Ashley Oliver writes for the Washington Examiner about national Republicans’ electoral legal strategy.

The Republican National Committee is going on offense in the heat of campaign season, involving itself in election-related legal fights in several battleground states as ballots are finalized and early voting is around the corner.

The RNC filed an emergency application before the Supreme Court in Arizona this month over noncitizens voting and saw a partial victory. The committee just brought a lawsuit in Detroit because it wanted more Republicans watching over polling locations. And a lawsuit the RNC brought in North Carolina this week is one of many legal fights playing out over how states manage their voter rolls.

The legal battles are being driven by the RNC’s election integrity program, the largest-scale initiative of its kind for the committee after a consent decree dramatically limited the RNC from partaking in election security activity from the 1980s until 2018.

For the 2024 election, the RNC has enlisted tens of thousands of volunteers, including a swath of attorneys, to participate in what it describes as “protecting the vote.” Claire Zunk, a spokeswoman for the election integrity program, confirmed that the committee was, as of August, involved in more than 100 lawsuits “and counting” as part of its program.“We are stopping Democrat election interference schemes in real time,” Zunk told the Washington Examiner.

Often Republicans at the national and state level find themselves at odds with Democrats in election litigation. A common refrain from Republicans is that Democrats are threatening election fairness and making it easier to commit fraud by trying to do away with voting safeguards. Democrats, on the other hand, argue that Republicans are trying to make it harder to vote and causing disenfranchisement.

High-powered attorney Marc Elias, who has for years been at the forefront of Democratic election litigation, dismissed Republicans’ court battles as an attempt to manipulate rules to keep power because they do not, in Elias’s view, hold a majority of voter support and cannot win if more people can vote.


Directions
In the material below, find every line containing "after" and copy that line.

:: Data provided

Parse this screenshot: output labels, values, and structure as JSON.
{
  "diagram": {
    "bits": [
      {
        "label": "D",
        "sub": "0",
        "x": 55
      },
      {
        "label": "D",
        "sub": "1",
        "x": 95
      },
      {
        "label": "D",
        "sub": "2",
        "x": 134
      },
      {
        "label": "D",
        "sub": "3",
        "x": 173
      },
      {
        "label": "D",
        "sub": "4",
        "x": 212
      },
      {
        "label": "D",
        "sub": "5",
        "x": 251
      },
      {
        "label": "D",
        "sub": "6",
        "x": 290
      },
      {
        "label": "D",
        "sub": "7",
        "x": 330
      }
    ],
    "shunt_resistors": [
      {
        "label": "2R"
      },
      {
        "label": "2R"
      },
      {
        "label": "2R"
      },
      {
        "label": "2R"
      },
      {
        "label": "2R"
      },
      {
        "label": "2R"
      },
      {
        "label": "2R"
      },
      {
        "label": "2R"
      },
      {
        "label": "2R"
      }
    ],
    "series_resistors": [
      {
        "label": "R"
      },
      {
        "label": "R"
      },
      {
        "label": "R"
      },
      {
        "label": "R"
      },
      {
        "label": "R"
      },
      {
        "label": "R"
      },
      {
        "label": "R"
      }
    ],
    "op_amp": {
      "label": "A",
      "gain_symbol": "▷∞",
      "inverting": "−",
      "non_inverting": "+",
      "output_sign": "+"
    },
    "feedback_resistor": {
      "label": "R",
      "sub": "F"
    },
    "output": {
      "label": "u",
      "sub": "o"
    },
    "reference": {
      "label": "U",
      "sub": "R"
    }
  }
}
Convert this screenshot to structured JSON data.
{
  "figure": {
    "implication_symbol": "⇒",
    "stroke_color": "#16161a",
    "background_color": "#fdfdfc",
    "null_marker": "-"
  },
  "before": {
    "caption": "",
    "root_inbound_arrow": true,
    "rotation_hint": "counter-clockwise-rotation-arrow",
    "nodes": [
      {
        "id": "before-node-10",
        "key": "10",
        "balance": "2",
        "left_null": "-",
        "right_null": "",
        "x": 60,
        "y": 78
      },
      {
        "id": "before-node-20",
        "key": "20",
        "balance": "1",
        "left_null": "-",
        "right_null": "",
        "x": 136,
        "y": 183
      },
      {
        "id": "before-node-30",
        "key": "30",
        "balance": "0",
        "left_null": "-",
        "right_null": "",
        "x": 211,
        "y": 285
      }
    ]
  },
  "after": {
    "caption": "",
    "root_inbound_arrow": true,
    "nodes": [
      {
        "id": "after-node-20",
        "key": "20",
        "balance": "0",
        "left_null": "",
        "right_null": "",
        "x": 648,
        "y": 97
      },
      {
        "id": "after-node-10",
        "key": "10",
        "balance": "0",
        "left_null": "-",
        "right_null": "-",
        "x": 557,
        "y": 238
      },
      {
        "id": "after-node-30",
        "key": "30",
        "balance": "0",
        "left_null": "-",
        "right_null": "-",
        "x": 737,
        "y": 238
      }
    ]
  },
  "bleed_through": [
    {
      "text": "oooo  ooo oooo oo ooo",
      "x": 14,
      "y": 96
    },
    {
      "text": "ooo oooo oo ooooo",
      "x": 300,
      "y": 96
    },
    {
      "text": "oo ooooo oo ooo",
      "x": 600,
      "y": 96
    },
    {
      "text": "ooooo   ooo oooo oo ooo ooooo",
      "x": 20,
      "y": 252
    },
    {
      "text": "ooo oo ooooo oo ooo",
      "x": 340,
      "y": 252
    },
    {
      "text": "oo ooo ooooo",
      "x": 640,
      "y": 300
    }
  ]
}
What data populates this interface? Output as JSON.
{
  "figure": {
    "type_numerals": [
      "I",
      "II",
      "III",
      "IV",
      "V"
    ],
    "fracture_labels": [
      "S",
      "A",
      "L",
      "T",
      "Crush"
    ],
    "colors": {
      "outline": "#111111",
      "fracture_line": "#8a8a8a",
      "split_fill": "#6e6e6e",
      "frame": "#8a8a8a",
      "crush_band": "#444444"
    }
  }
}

::::

Task output
  "after": {
        "id": "after-node-20",
        "id": "after-node-10",
        "id": "after-node-30",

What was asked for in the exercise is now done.